The Great Lakes Water Wars by Peter Annin

The Great Lakes Water Wars by Peter Annin

Author:Peter Annin
Language: eng
Format: epub, pdf
Publisher: Island Press
Published: 2018-03-02T16:00:00+00:00


After an extended period of political arm-twisting, the city got the water rights it was looking for. On May 17, 1911, the Ohio legislature passed a bill declaring that Akron “and the inhabitants thereof” had the right to “divert and use forever” the waters of the “Tuscarawas River, the Big Cuyahoga and Little Cuyahoga rivers…. The governor, upon behalf of the state, shall execute and deliver to the city of Akron … a grant of the right to use forever the waters of such streams, as herein provided.”6 Governor Judson Harmon then drafted what is referred to as the “governor’s deed”—a document that mimicked the language in the 1911 legislation and essentially served as the legal title to Akron’s water rights. Not long thereafter, Akron broke ground on a reservoir that would later become known as Lake Rockwell, which remains the city’s chief water source (see map page 187).

But Akron’s plan to grab water from the Cuyahoga upstream and pipe it ten miles south rattled several towns that lined the section of the river between Lake Rockwell and Akron.

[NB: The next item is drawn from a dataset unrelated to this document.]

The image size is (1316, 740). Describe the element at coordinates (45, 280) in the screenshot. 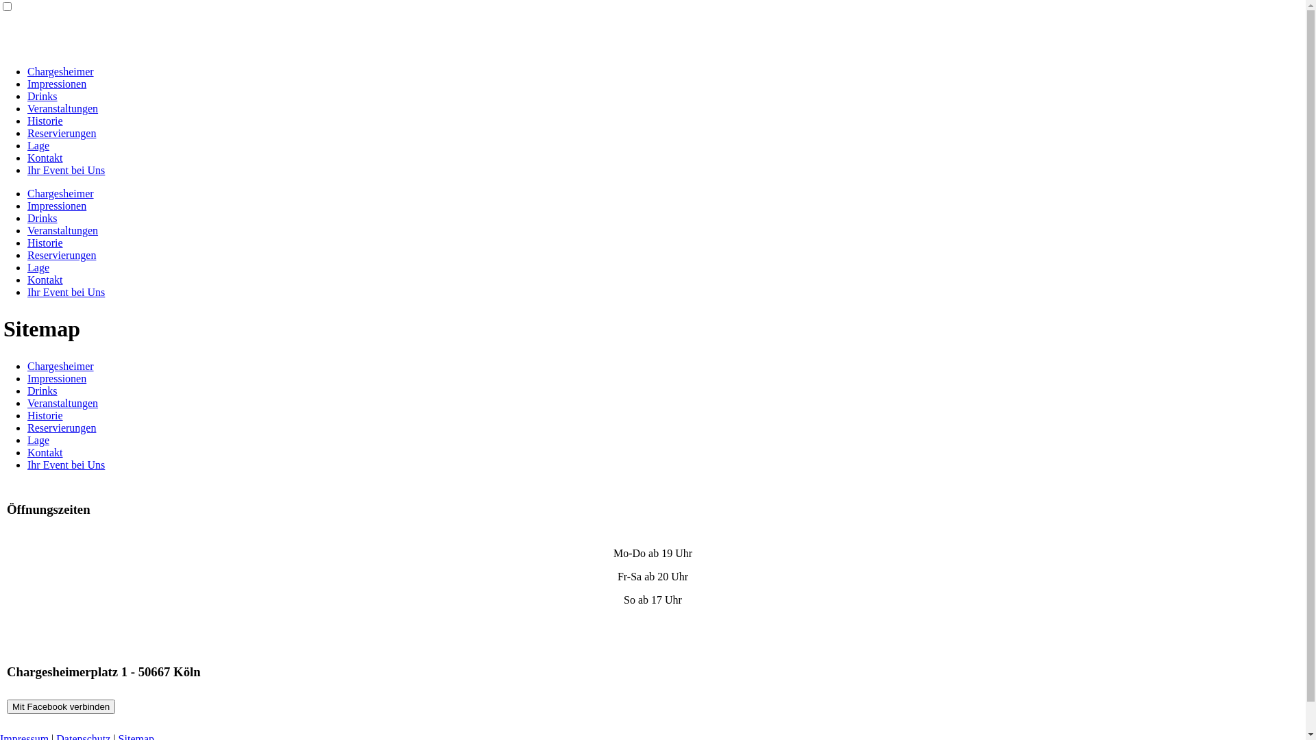

I see `Kontakt` at that location.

There were times when the Cuyahoga’s flow was low or unpredictable, and officials from these towns worried that Akron’s pipeline bypass might leave their communities wanting for water during low-flow times of year. In 1913, the community of Cuyahoga Falls challenged the governor’s deed in court. Like other communities sandwiched between Akron and its proposed dam, Cuyahoga Falls worried that the exclusivity of the governor’s deed might prompt Akron to someday take all the water in the river. But Akron won that case, and during subsequent years, the city repeatedly won several other court challenges to its unique water right. The Lake Rockwell reservoir was completed in 1915, with a capacity of 2.3 billion gallons. In later years, it was followed by two other reservoirs constructed farther upstream: the 1.5-billion-gallon East Branch Reservoir in 1939, and the 5.9-billion-gallon Wendell R. LaDue Reservoir, in 1962.

This Cuyahoga Valley reservoir system is just one piece of an elaborate puzzle that makes up the complicated water matrix in the greater Akron area. To the northeast of the city lies Lake Rockwell and the rest of the city’s 10-billion-gallon reservoir system. To the south is a state-run lake and reservoir system known as “the Portage Lakes.” The area was home to a well-known Native American canoe portage path connecting the Great Lakes Basin to the Ohio-Mississippi River watershed. Akron sits on the rim of the Great Lakes Basin, and is where the 250-mile Ohio and Erie Canal, completed in 1832, crossed the watershed line. The canal made it possible to ship cargo by boat from Montréal to New Orleans without ever having to touch the ocean. Canal commerce fueled the economy in Akron and much of northern Ohio. But two centuries of water engineering have blessed Akron with one of the most complex water systems in the Great Lakes region.